So here’s a valiant offensive in the war to preserve the craft of teaching against the technocratic assessment regime.
The core of Warner’s argument seems to be this: “I believe that in many cases, these young professionals have never encountered a genuine and meaningful rhetorical situation in an academic or professional context. They are highly skilled at a particular kind of academic writing performance that they have been doing from a very early age, but they are largely unpracticed at that what their employers expect them to do, clearly communicate ideas to specific audiences.
My students’ chief struggle tends to be rooted in years of schooling where what they have to say doesn’t really matter, and the primary focus is on “how” you say things.
This need is driven by an overblown assessment culture, fueled by well-intentioned instructors who want to arm students with techniques that will allow them to write in ways that will score well on assessments, particularly standardized assessments, including AP exams.”
Now rhetoric, of course, is one of the three liberal arts of the Trivium. It is an art that relies on certain virtues. Rhetoric requires foresight, circumspection, and a fine-grained apprehension of the character and needs of the audience, among other things, and a well-practiced ability to match means with ends (the virtue of prudence). Rhetoric is too much lodged in the concrete circumstances of the moment to be reducible to techniques, even though techniques are important. Training students in rhetoric through rubrics, which are set and mechanical measures abstracted from circumstances, not only does not help the student to develop the art of rhetoric but actually harms the student’s ability to write or speak in the moment, responsive to the particularities of audience and occasion.
The liberal arts are habits, not techniques. The habit of rhetoric, in fact, is what guides the deployment of rhetorical techniques. Without the habit of rhetoric, it is impossible to figure out which techniques to use and when. I think that is what Warner is getting at when he says, “Writing is balancing, making choices while considering audience, purpose, occasion. The rhetorical situation has been at the core of writing instruction forever, and yet much of the writing we ask developing writers to do keeps them from fully wrestling with those choices because we strap on the training wheels and never take them off.” There are, of course, many schools that claim to educate in or using the liberal arts. The sad fact is that most schools claiming to be liberal arts schools have a majority of faculty members who couldn’t even name the seven liberal arts as classically understood, let alone give an account for why they are either “liberal” or “arts.”

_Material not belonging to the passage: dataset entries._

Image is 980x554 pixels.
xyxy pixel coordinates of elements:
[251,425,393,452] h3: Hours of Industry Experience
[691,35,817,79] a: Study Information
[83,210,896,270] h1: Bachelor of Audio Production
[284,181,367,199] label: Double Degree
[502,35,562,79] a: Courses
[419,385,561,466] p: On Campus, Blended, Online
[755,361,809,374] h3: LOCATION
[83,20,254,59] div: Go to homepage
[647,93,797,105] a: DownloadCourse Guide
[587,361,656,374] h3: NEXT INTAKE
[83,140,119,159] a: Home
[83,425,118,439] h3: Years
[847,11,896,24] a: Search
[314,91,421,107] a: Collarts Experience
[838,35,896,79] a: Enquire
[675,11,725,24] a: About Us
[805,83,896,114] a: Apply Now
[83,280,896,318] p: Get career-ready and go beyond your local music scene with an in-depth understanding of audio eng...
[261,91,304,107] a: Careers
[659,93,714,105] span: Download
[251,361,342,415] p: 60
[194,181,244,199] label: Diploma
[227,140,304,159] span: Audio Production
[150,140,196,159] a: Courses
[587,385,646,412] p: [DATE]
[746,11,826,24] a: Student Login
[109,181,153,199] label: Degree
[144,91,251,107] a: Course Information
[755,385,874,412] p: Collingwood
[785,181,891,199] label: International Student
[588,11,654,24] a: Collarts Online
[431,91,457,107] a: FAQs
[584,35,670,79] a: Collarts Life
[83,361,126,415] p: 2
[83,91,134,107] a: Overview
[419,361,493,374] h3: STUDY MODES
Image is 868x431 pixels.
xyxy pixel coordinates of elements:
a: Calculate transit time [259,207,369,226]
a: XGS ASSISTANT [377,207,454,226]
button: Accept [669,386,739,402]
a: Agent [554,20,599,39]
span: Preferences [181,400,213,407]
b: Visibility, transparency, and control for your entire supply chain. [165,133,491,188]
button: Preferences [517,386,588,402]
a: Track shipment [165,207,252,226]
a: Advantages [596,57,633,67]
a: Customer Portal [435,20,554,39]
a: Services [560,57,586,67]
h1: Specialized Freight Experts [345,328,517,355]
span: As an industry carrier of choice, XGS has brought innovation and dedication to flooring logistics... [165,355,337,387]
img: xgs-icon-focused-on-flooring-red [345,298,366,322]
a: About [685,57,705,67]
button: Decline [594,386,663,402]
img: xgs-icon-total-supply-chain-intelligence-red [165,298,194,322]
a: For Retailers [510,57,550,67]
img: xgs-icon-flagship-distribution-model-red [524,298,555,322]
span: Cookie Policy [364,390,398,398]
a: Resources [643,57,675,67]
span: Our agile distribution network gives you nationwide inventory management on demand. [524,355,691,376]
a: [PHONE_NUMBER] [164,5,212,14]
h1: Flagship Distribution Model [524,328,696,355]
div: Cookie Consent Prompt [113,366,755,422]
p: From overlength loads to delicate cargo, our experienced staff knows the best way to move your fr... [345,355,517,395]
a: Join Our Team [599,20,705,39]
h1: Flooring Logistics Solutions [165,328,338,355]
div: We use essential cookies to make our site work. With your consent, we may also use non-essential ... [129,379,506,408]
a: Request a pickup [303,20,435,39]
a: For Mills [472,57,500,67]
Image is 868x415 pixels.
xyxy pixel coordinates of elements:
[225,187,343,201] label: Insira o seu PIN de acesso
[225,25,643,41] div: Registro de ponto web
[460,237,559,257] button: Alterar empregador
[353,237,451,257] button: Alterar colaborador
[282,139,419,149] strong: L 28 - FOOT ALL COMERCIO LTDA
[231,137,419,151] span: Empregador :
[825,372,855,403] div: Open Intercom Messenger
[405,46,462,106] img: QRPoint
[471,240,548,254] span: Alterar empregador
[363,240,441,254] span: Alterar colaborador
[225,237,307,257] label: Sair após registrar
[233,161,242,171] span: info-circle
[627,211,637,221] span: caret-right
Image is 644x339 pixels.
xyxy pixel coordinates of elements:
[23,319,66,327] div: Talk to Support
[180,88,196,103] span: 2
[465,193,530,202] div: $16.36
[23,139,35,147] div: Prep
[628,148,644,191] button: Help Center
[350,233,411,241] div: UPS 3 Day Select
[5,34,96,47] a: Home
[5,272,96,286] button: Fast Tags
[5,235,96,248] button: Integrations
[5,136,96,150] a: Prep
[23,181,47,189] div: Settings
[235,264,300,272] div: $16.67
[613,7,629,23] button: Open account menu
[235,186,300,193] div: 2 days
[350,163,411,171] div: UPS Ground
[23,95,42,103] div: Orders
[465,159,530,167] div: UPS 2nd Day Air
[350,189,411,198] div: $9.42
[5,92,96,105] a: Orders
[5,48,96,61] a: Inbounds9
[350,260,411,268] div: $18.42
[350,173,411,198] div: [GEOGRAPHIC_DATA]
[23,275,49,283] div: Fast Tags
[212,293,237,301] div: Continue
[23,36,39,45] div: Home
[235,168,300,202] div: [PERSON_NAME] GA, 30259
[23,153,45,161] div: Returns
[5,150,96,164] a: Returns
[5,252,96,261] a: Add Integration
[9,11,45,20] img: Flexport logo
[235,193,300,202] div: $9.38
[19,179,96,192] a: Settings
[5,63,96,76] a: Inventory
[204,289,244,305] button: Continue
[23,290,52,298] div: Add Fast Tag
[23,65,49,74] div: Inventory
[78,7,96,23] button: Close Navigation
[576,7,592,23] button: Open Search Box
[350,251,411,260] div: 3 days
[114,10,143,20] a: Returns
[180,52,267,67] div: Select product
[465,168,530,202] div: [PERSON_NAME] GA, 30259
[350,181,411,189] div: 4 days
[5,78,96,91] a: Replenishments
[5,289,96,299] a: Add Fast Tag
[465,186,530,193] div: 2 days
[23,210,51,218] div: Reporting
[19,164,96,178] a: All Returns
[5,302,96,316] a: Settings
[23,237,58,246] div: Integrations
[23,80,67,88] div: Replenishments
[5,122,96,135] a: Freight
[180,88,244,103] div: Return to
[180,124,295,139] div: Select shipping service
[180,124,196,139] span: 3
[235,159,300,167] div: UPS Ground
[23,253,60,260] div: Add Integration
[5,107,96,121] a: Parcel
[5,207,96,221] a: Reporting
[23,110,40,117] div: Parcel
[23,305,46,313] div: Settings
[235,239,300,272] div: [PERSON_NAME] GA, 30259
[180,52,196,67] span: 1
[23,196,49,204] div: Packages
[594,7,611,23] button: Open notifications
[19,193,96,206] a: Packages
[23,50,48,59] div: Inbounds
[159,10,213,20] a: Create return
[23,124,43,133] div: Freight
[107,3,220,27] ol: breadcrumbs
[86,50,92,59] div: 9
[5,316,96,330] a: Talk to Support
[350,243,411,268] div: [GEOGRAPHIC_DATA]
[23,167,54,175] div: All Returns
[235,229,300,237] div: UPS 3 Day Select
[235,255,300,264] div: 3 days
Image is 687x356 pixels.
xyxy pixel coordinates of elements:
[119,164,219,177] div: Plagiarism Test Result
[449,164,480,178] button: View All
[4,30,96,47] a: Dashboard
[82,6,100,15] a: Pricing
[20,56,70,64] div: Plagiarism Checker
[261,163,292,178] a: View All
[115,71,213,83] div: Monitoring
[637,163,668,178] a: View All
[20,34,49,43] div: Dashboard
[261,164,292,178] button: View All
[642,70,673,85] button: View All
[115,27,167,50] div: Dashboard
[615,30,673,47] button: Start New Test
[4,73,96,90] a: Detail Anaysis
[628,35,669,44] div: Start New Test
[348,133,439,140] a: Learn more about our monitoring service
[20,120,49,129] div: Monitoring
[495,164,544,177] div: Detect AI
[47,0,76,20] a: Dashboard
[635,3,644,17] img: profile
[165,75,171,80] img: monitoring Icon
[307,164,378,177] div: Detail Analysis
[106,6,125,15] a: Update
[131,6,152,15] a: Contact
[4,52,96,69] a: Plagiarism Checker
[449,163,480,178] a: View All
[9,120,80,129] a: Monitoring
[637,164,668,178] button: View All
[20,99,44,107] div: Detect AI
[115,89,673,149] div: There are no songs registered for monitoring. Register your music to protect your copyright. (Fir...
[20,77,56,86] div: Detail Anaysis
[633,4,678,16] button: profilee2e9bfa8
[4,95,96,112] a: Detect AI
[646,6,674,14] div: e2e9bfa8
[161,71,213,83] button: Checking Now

A good way to tell whether a school truly does teach the liberal arts is to find out how important rubrics and technocratic assessments are to the education it offers. But a warning! This is not just a surface-level investigation you should make. Regional accreditation agencies oftentimes require that there not only be an assessment regime in place at each school but that there be some kind of objective measure used in that assessment—and rubrics are usually the easiest tool to use. It may be that schools, and individual professors in those schools, use rubrics in teaching writing in order to comply with accreditation requirements, but those rubrics play only a very small role in the actual education.
I did find myself disappointed with Warner’s conclusion. His insight into the situation of his students is keen, but his proposal is so vague! He concludes, “For me, the key to changing this is to make writing more enga
ging in every sense of the word, to require students to make meaning about subjects that are meaningful to them, to create stakes that go beyond assessments that mostly measure how good students are at passing an assessment.” But what does “engaging” mean? What does it mean to be meaningful? What sorts of stakes? In order for writing education to get better, there will need to be a keener insight not only into the problems with the way writing is taught currently, but into the nature of rhetoric itself and, with it, a liberal education.
Kinda looks like the crude Draconian/"Snape"-ian application of Warner's essay would be to ban all rubrics. And all B-grades also.